Consider a scenario in which a user departs the organization. It is common for departed user mailboxes to be left active, continuing to receive new email even when they have been removed from internal distribution lists. Eventually, a large number of departed user mailboxes can accumulate, consuming enough disk space to cause a problem.

In extreme cases, a single mailbox could consume all available space on a database volume. Many Exchange admins will be familiar with at least one case in their own experience in which a gigantic mailbox was discovered. Common causes of this are:

  • Shared mailboxes for teams that insist on keeping everything in the shared mailbox forever.
  • “Monitoring” mailboxes that someone has used for collecting email alerts from an application, and then forgotten to turn them off when they no longer needed them.
  • Journal mailboxes.

Exchange Online has storage quotas for mailboxes. The quota size depends on the plan you’re subscribed to. Some plans also include “unlimited” archive mailboxes. The unlimited archive quota is achieved by chaining together 50GB archive mailboxes, referred to as auto-expanding archives, which allows for “unlimited” size without the risk of a single, large archive mailbox causing a problem within the service.

So if mailbox quotas are a best practice, what should the quotas be set to? That question does not have one single answer that would fit all organizations.
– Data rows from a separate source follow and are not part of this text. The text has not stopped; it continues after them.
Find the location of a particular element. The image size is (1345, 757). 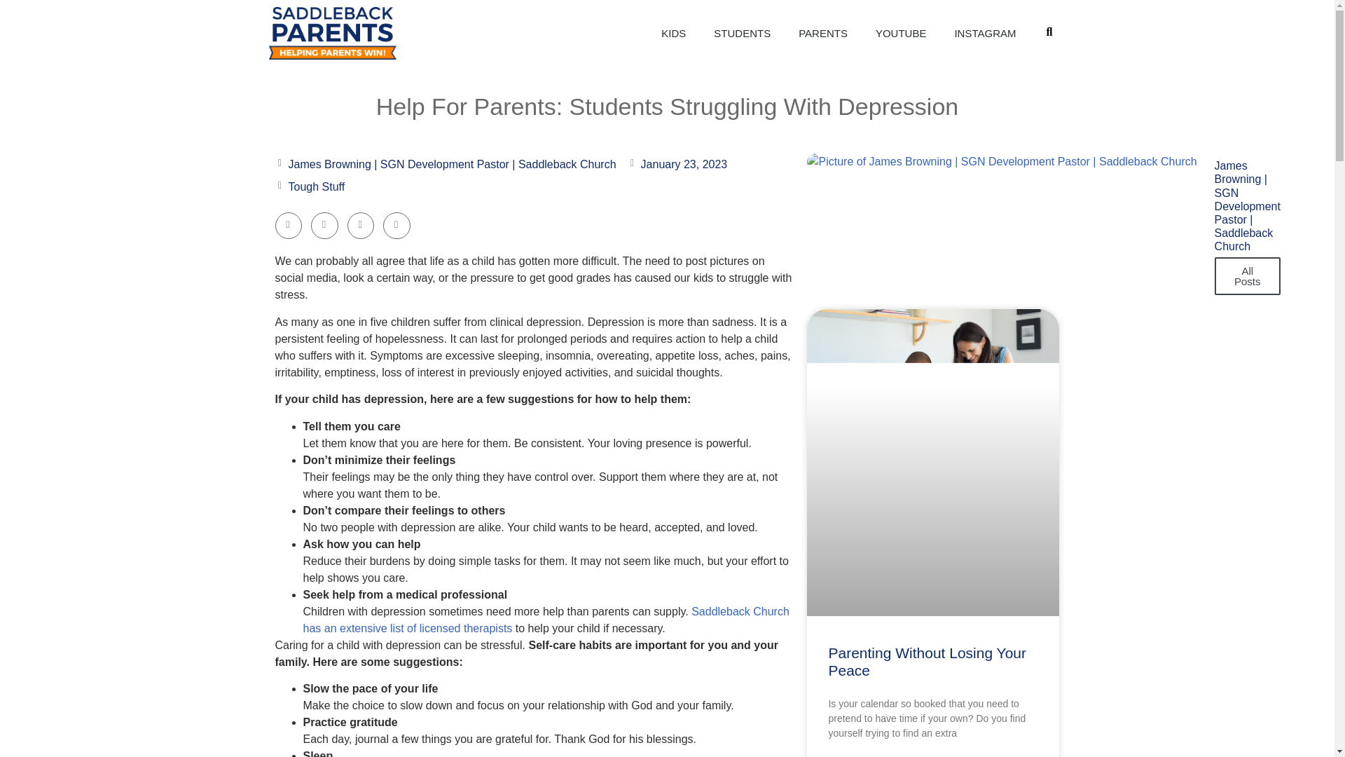

PARENTS is located at coordinates (823, 34).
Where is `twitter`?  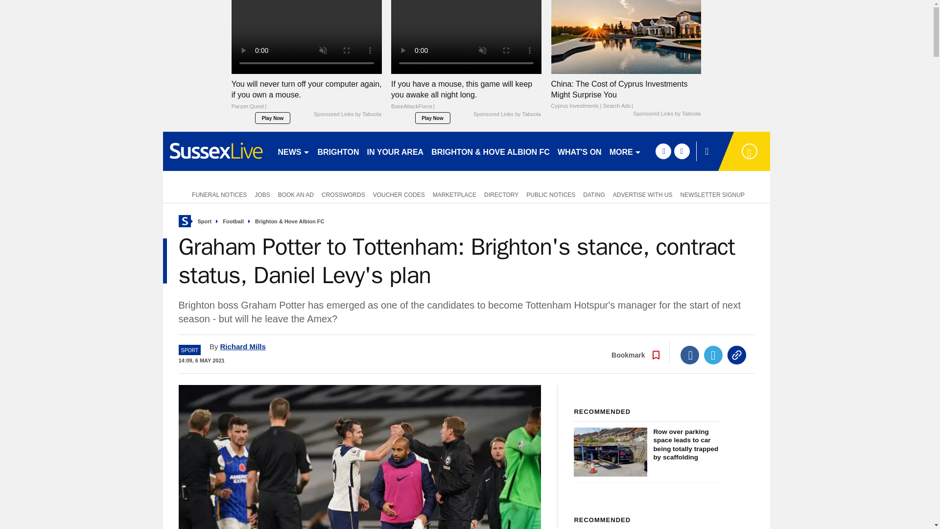
twitter is located at coordinates (682, 151).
Storage quotas will be influenced by a variety of factors, such as:

  • Number of servers, databases, users…
  • Available disk storage (and budget to buy more)
  • Use of archiving solutions
  • Demand for exemptions (for special mailboxes or VIPs)

You can read more about managing Exchange Server mailbox quotas here.

About the Author

Paul Cunningham

Paul is a former Microsoft MVP for Office Apps and Services. He works as a consultant, writer, and trainer specializing in Office 365 and Exchange Server. Paul no longer writes for Practical365.com.

Comments

  1. Gordon Howes

    Good point about users who have left the organization. I always prefer to set a quota at the database level and the review users quotas on a per user basis.